BY JIM KNIPPENBERG
The Cincinnati Enquirer
Taking a peek waaaaay back behind the scenes this morning, we find none other than Zane Miller,professor of history and director of the Center for Neighborhood and Community Studies at the University of Cincinnati, about to blow the whistle.
Sort of.
Turns out the new book he wrote with University of Windsor professor E. Bruce Tucker, Changing Plans for America's Inner Cities: Cincinnati's Over-the-Rhine and Twentieth-Century Urbanism (Ohio University Press; $15.95), has a stiff title but inside, well, it's all the dirt on Over-the-Rhine. Where it's been, could have been and how it got to be what it is today.

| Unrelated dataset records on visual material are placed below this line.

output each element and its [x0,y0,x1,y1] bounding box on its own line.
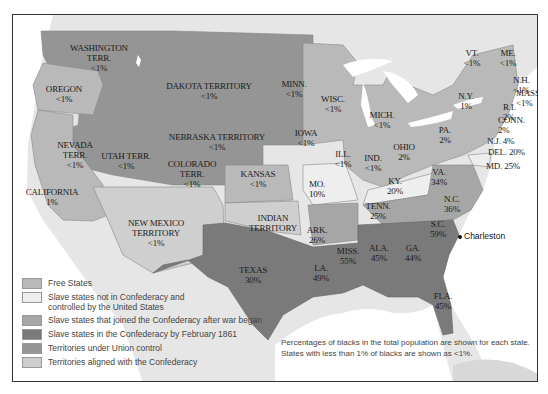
region-label-ala: ALA.45% [369,243,389,263]
map-footnote: Percentages of blacks in the total popul… [281,337,530,359]
region-label-kansas: KANSAS<1% [241,169,276,189]
region-label-mass: MASS.<1% [516,88,538,108]
legend-swatch-icon [22,315,42,326]
region-label-fla: FLA.45% [434,291,452,311]
region-label-ill: ILL.<1% [335,149,351,169]
region-label-iowa: IOWA<1% [295,128,318,148]
city-label-charleston: Charleston [464,231,505,241]
region-label-vt: VT.<1% [464,48,480,68]
region-label-mo: MO.10% [309,179,325,199]
legend-swatch-icon [22,357,42,368]
region-label-miss: MISS.55% [337,246,359,266]
region-label-va: VA.34% [431,167,447,187]
region-label-conn: CONN.2% [498,115,525,135]
legend-item-confederacy-feb-1861: Slave states in the Confederacy by Febru… [22,329,262,340]
region-label-oregon: OREGON<1% [46,84,82,104]
region-label-la: LA.49% [313,263,329,283]
region-label-ind: IND.<1% [364,153,381,173]
legend-swatch-icon [22,343,42,354]
region-label-dakota-territory: DAKOTA TERRITORY<1% [166,81,252,101]
legend-swatch-icon [22,292,42,303]
region-label-md: MD. 25% [486,161,520,171]
legend-item-union-territories: Territories under Union control [22,343,262,354]
legend-swatch-icon [22,278,42,289]
region-label-me: ME.<1% [500,48,516,68]
region-label-new-mexico-territory: NEW MEXICOTERRITORY<1% [128,218,184,248]
legend-item-confederate-territories: Territories aligned with the Confederacy [22,357,262,368]
region-label-colorado-terr: COLORADOTERR.<1% [168,159,216,189]
region-label-nevada-terr: NEVADATERR.<1% [57,140,93,170]
region-label-washington-terr: WASHINGTONTERR.<1% [70,43,128,73]
map-legend: Free States Slave states not in Confeder… [22,278,262,371]
region-label-mich: MICH.<1% [370,110,395,130]
legend-item-free-states: Free States [22,278,262,289]
region-label-nebraska-territory: NEBRASKA TERRITORY<1% [169,132,265,152]
region-label-ohio: OHIO2% [393,142,415,162]
legend-item-border-slave: Slave states not in Confederacy and cont… [22,292,262,312]
legend-swatch-icon [22,329,42,340]
region-label-ark: ARK.26% [307,225,327,245]
region-label-ky: KY.20% [387,176,403,196]
region-label-n-y: N.Y.1% [458,91,474,111]
region-label-utah-terr: UTAH TERR.<1% [101,151,151,171]
region-label-s-c: S.C.59% [430,219,446,239]
region-label-tenn: TENN.25% [365,201,390,221]
region-label-minn: MINN.<1% [281,79,306,99]
region-label-wisc: WISC.<1% [321,94,345,114]
region-label-ga: GA.44% [405,243,421,263]
region-label-n-c: N.C.36% [444,194,460,214]
region-label-del: DEL. 20% [488,147,525,157]
charleston-marker-icon [458,235,462,239]
region-label-california: CALIFORNIA1% [26,187,79,207]
legend-item-joined-after: Slave states that joined the Confederacy… [22,315,262,326]
region-label-indian-territory: INDIANTERRITORY [249,213,297,233]
region-label-pa: PA.2% [439,125,451,145]
region-label-n-j: N.J. 4% [487,136,514,146]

Complete, we might add, with names of the players who led wars there at different times, including homeless advocate Buddy Gray,entrepreneur Jim Tarbell, arts patrons Fred and Irma Lazarus, the Cincinnati Business Committee and more.
"The whole second half of the book, is about turf wars that have gone on there since the 1950s," Miller says, "the Appalachian community, all the social services groups that settled there, Buddy's Drop-in Center, Irma's opposition, wars between Gray and Tarbell, between city council and the factions."
Urban anthropology, he calls it, with lots of friction.
What makes all this so tasty is Miller has an insider's view: He has served on state and local boards dealing with the future of the neighborhood, a role that got him a ringside seat for the power plays and infighting. Plus, as director of the UC neighborhood center, he studies these things for a living.
The book has nothing specific about Broadway Commons, the current neighborhood war, but brushing up on the background gives some blinding insights on that issue.
NEWS OF NEWS: More news from behind the scenes, this about the alternative newspaper scene.
Referring here to Everybody's News, the scrappy weekly that covers music, alternative lifestyles and local issues from non-mainstream points of view.
Wellsir, changes are afoot.
Seems publisher Donna Goodwin let editor Randy Katz know his services were no longer needed. He had been editor since November '94.
Shortly after that, rumors hit the street: Publisher Goodwin will take over as editor, one said.
Another said she was looking to go after a younger audience and turn News into a music publication, a move that would take it out of competition with City Beat, the city's other alternative weekly. Let's ask Goodwin:
"No, we're not turing in to a music paper ... And I can also tell you that I won't be editor. We're not going to have one."
Right. So why is Katz out? "I can't talk about Randy's dismissal." Oh. Let's ask Katz: "It came as a complete surprise when I got the phone call at home. Do I miss it? I sure do. I relished every minute because it was such a total engagement -- your heart, your brain, your blood. But I understand the decision -- it was a financial move."
Next for Katz? He's in law school right now and plans to continue."
TOPS ON BROADWAY: Oh yeah, and don't forget to congratulate Shaun Powell. Seems he's making good noises on Broadway.
Powell, 1987 St. Xavier grad, is playing Tamille, one of the lead characters in A Flea in Her Ear, a French farce that has gotten lots of good reviews.
Yeah, he is good, says Mary Ann Lackman, who saw it about a month ago. But she's his mother, so she might be biased.
This is Powell's first trip to Broadway. Previously he did lots of regional theater.